§ **Records for this task**
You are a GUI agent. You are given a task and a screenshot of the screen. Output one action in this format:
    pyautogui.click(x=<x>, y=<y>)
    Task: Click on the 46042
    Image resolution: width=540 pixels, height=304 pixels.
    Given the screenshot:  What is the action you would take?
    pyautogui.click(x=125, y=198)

§ **Problem details**
Return every entry above with nothing altered.

§ **Written reply**
You are a GUI agent. You are given a task and a screenshot of the screen. Output one action in this format:
    pyautogui.click(x=<x>, y=<y>)
    Task: Click on the 46042
    Image resolution: width=540 pixels, height=304 pixels.
    Given the screenshot:  What is the action you would take?
    pyautogui.click(x=125, y=198)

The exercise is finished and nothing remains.